2. We must exercise our responsibility to tend our own souls. It’s important to tend our own souls because if we don’t, who will?

3. To show honor to leaders is to treat them as being special because in reality that’s what they are. God has placed them in a unique position over you. Jesus honored Caiaphas and Annas, and we should likewise honor our superiors.

4. As the modern church strives to be relevant to a modern generation, I think it is important to remain focused on God and His spirit as the Decider-in-Chief of our collective mission. This is a great point. We should let the Holy Spirit have some say every once in a while, between leadership conferences.

5. All church starts with a very small group of people - sometimes even just a person - with a vision - and then should go global as fast as possible. Don’t forget the vision part. The vision part is THE most important part.

6. You never know when a game-changing blip will appear on the radar screen of your life. No. The game could change at any moment and we gotta be ready. My radar screen is showing a cold front moving in from the west. What does yours show?

7. Too many people both in and out of the church seem to have a vision that is unmovable. Movable vision. That’s what it’s all about. Do you have a fixed stare? The disciples didn’t. Their vision was moving all the time. Get a move on with that vision!

Feeling pumped? Time to be creative. Climb a mountain, or skate park hill, and come up with your own. It's easy!

Wednesday, May 5, 2010

The awesome power of trite phrases

Servant-leaders aren't powerless when it comes to finding themes for messages, not in this day of the practical and culturally cool! The trite phrase is the most cutting-edge tool in a relevant pastor's toolbox today, and it can be a time of deep discovery to invent and hone these phrases.
First, a pastor must come up with something that will make a listener nod and smile. Movement phrases are often effective here. "Let's move forward," though overused, still captures attention. No one wants to be accused of moving backwards or staying still.
For variety, you can add a little oomph by changing that one to "Let's push forward."

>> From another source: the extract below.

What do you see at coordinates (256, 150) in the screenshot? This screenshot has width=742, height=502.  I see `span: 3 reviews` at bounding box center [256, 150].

Climbing mountaintops, leaving the dock, launching a new something, venturing toward the unknown, taking a leap of faith, diving into something: all these work well as movement-based trite phrases.And don't forget "driven." Anything can drive, just about. Just watch out if you're in the bike lane.

Here are some current trite phrases you can adapt to your own needs:  _______________(passion, purpose, leadership, organization, outlook) is essential, ________________ (creativity, leadership, missional outreach, exponential giving) fires me up, embrace the ________________(something generally thought to be negative: trouble, tension, stress, conflict, hardship), maximize your ____________(something good), are you afraid to ______________(take risks, lead, move forward, be creative, make a plan?

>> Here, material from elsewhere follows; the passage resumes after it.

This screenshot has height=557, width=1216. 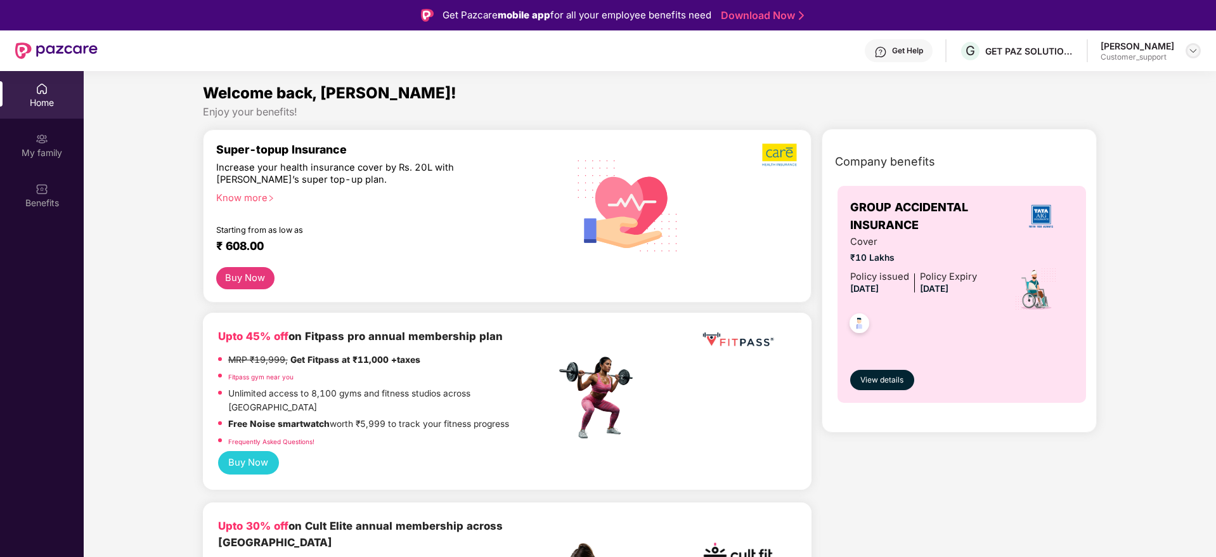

The power of stating the obvious should never be overlooked. Put one foot in front of the other; Together, we can ___________; Never shift in reverse without looking behind you; Breathe deeply and carry a big stick; When pulling weeds, don't pluck up the geraniums; Hot beverages can burn you; Don't fall asleep on the journey; You can only wear one pair of shoes at a time... Any blatantly obvious statement can become a powerful trite phrase.

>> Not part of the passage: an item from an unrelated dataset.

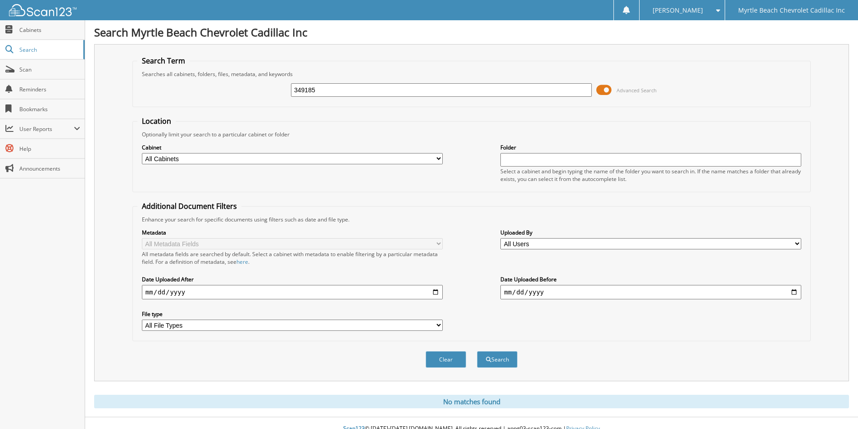 Image resolution: width=858 pixels, height=429 pixels. Describe the element at coordinates (651, 292) in the screenshot. I see `input: end` at that location.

The advantage of shallow tidbits of advice is that you don't have to spend long hours musing over scripture. You don't even have to spend five minutes reviewing the scripture you once knew. You don't need scripture at all! People will nod knowingly and grin broadly as you throw out little platitudes, and they'll leave the worship center convinced you've brought them closer to God, all with very little prep time! Best of all, they'll come back for more next week. So give it a try. Make up a trite phrase of your own, or borrow some of these.

Always put air in your tires before a long journey, stop worrying about past mistakes; if you wait until the pool is warm enough, you'll never get in; lather, rinse, repeat; don't dive headfirst into a river without knowing what's under the water; if you throw rocks at a bear, you better be prepared to run...

Take a risk, journey forward, take a journey-driven step and make up your own.